The penitential writers saw marital sex as a concession, not as a right or even a gift from God. The pleasure it brought was inherently sinful, a gateway to lust, so sex within marriage should be carefully contained and scheduled to ensure the most possible procreation and the least possible pleasure. Married couples had to abstain regularly or the very state of their marriage would degenerate into an illegitimate and sinful union. Even the children born of sex during a period where the couple should have abstained — mainly based on the Church’s liturgical calendar and on the wife’s reproductive cycle — were to be considered bastards.
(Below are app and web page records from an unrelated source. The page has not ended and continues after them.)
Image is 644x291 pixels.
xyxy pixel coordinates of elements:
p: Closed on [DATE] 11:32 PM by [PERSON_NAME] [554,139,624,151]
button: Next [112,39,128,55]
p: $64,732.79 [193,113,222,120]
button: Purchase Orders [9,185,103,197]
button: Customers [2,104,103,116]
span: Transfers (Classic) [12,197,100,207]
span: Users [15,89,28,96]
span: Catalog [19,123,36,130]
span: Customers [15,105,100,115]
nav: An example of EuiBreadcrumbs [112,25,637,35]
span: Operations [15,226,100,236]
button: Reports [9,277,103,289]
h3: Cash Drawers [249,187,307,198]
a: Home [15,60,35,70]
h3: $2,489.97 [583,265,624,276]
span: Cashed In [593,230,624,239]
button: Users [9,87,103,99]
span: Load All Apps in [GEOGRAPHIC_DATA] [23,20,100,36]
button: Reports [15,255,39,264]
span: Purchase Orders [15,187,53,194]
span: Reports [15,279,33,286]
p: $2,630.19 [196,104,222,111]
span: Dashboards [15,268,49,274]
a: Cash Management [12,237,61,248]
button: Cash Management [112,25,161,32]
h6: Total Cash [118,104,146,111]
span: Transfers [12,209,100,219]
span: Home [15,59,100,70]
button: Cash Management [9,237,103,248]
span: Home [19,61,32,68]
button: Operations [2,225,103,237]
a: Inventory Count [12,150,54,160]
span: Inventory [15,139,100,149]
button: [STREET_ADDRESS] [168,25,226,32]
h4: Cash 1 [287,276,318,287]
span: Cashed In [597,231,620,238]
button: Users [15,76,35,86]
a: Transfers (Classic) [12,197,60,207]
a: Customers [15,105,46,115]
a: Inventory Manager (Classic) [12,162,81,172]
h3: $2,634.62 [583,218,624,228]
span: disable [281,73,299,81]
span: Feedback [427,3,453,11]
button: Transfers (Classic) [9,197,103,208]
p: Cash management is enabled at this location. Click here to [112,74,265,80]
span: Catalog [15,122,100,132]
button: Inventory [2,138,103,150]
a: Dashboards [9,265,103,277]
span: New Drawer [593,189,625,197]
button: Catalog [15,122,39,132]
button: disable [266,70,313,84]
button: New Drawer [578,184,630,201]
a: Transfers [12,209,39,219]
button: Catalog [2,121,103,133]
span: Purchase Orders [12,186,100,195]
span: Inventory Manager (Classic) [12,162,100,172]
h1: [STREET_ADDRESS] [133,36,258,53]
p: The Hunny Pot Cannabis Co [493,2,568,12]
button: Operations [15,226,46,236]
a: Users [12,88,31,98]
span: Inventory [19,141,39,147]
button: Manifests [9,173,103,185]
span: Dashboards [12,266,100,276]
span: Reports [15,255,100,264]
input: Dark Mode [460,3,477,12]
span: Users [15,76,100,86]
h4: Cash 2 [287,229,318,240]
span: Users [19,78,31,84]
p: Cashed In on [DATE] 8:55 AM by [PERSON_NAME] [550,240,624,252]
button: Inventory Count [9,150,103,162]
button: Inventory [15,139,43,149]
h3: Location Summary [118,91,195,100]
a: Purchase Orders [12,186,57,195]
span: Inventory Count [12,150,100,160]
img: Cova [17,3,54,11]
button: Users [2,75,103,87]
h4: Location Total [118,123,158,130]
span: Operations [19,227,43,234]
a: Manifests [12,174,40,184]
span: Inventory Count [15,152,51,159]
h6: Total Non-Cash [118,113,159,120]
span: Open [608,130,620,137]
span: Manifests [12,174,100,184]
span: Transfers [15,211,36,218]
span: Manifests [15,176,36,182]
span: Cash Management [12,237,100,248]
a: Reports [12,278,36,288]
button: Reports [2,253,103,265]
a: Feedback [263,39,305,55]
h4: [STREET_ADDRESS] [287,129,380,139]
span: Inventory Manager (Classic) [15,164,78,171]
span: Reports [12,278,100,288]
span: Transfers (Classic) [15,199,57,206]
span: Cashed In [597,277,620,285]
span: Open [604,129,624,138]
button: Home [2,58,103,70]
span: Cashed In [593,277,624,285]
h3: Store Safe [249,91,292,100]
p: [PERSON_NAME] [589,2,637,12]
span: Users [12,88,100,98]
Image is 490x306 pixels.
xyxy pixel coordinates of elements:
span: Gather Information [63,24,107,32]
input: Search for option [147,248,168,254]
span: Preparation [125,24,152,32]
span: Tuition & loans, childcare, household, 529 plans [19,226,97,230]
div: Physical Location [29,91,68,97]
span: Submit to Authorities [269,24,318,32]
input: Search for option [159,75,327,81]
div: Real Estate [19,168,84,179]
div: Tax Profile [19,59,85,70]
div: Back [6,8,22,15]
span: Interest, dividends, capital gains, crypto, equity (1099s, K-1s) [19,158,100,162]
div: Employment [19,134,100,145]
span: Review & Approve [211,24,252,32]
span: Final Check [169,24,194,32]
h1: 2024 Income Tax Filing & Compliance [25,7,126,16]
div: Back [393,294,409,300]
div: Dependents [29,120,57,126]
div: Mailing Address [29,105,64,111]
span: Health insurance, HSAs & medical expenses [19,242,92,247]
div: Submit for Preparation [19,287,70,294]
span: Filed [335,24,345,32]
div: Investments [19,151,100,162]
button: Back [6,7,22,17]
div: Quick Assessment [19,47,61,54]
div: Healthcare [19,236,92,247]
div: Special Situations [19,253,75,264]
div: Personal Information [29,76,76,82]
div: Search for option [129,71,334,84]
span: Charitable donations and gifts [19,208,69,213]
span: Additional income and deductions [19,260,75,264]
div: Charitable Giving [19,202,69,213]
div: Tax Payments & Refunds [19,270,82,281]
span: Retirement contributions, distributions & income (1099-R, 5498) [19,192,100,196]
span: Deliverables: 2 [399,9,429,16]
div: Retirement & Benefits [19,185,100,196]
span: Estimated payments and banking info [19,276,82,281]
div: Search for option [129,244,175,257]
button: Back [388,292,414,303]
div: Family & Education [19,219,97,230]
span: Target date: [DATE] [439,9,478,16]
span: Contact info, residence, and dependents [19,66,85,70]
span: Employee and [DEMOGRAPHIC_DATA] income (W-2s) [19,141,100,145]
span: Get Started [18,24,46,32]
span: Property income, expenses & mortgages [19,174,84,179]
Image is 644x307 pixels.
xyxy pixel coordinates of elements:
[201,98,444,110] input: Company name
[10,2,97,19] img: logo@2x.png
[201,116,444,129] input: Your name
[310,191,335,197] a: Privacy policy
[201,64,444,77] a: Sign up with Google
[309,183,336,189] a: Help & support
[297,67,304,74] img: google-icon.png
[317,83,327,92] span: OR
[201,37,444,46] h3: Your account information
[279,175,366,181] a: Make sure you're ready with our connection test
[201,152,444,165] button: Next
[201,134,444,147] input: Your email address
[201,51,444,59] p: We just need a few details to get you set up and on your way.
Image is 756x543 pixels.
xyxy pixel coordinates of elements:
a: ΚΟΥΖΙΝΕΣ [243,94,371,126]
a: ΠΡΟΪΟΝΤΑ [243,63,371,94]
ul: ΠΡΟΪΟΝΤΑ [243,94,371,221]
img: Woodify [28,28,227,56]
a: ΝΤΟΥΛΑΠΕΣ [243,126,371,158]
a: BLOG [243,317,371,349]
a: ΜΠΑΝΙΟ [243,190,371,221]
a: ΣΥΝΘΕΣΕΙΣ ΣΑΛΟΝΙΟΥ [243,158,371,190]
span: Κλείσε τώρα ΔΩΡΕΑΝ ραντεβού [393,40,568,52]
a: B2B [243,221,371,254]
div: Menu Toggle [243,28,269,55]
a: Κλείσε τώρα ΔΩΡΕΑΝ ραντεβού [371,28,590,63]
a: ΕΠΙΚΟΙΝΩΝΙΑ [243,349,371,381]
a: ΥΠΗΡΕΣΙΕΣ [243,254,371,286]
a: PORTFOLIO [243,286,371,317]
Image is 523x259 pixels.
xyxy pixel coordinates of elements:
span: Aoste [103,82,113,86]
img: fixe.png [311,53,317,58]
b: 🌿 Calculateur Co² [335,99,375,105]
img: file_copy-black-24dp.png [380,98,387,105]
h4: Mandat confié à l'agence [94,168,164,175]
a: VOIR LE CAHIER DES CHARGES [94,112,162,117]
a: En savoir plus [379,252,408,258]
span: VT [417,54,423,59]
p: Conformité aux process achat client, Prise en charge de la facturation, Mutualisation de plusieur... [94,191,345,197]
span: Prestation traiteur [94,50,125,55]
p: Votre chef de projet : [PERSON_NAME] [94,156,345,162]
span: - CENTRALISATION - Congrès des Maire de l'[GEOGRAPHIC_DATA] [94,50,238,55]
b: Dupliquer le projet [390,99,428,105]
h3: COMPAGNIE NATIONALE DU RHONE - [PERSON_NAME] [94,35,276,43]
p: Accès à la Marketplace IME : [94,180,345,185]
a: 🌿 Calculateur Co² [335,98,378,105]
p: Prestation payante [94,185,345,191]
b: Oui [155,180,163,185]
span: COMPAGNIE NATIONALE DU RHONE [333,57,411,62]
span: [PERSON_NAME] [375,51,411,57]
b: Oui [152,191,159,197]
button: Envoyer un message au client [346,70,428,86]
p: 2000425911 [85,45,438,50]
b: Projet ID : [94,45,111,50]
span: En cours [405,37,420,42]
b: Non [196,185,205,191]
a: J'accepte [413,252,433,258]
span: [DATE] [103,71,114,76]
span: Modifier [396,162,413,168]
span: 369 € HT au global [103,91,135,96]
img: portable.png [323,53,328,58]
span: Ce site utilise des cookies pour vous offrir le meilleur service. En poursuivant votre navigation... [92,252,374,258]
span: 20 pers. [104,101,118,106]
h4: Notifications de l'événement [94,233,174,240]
Which brings us to the inspiration of today’s little historical sermon. Many years ago in college I read a fascinating book called Law, Sex, and Christian Society in Medieval Europe by University of Kansas history professor emeritus James A. Brundage. It’s a remarkable analysis of Medieval authorities’ legal proscriptions about sex, starting with ancient Roman and Greek law codes, then moving on to Medieval strictures as seen in the penitentials, canon law, Germanic legal statutes, and ever so much more.

I regularly think of the chapter on the penitentials in particular, mainly because of one truly awesome flowchart. Unfortunately my copy of the book is squirreled away in my parents’ attic along with many of its college tome brethren, so yesterday when it popped into my head that I really need to blog about this greatest of historical graphs, I thought “Hey! There’s an interweb now! I bet I can find it online.” And so by Thor’s hammer I did.

It seems the chart has made a strong impression on many other people as well, and since Brundage’s book is standard in Medieval history and in history of sexuality studies, I am far from alone in wishing to pay it homage.

What it is is a flowchart Brundage compiled from many penitentials which helps the pious man figure out if he can have lawful intercourse. (Click for the large version.)

Penitential sex flowchart

Genius, is it not? I bet you’ll find yourself thinking “STOP! SIN!” at random/randy times now too. :giggle:

That’s not to say that Medieval folks actually lived according to the flowchart rules, of course. There’s always a huge gap between proscription and reality. People did it then like we do it now: whenever they could. But it is a fascinating glimpse into the both prurient and ascetic world of Medieval confessor literature, and what kind of standards Medieval people might have measured themselves against.